Monday, December 19, 2011


By Lisa M. Krieger
San Jose Mercury News (MCT)

SAN JOSE, Calif. — Stanford University's ambitious bid to build a New York City campus came to a sudden stop on Friday, when the university abruptly withdrew from the competition.

In a startling announcement, President John Hennessy said the university and the city "could not find a way to realize our mutual goals."

The university was considered a front-runner for the graduate school in applied sciences and engineering, a plan conceived by New York City Mayor Michael Bloomberg as a way to bolster the region's tech talent and catalyze a second Silicon Valley.

From wikipedia:
George Davis Snell (December 19, 1903 – June 6, 1996) was an American mouse geneticist and basic transplant immunologist.
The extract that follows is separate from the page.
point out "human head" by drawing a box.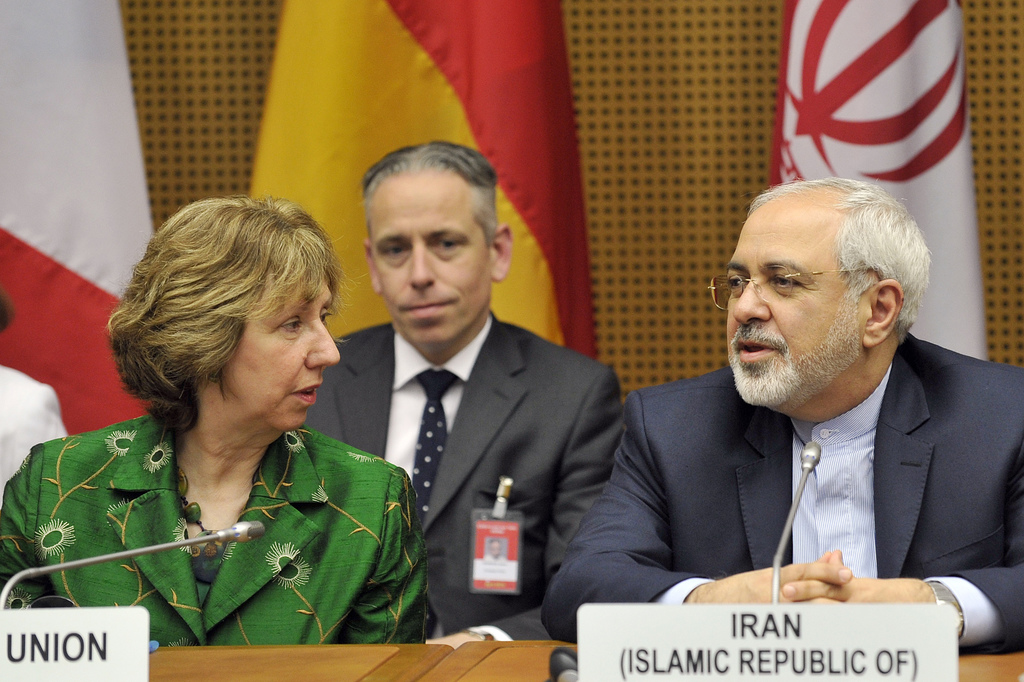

George Snell shared the 1980 Nobel Prize in Physiology or Medicine with Baruj Benacerraf and Jean Dausset for their discoveries concerning "genetically determined structures on the cell surface that regulate immunological reactions". Snell specifically "discovered the genetic factors that determine the possibilities of transplanting tissue from one individual to another. It was Snell who introduced the concept of H antigens." Snell's work in mice led to the discovery of HLA, the major histocompatibility complex, in humans (and all vertebrates) that is analogous to the H-2 complex in mice. Recognition of these key genes was prerequisite to successful tissue and organ transplantation.



Read George D. Snell's Nobel Prize lecture, free from Nobelprize.org.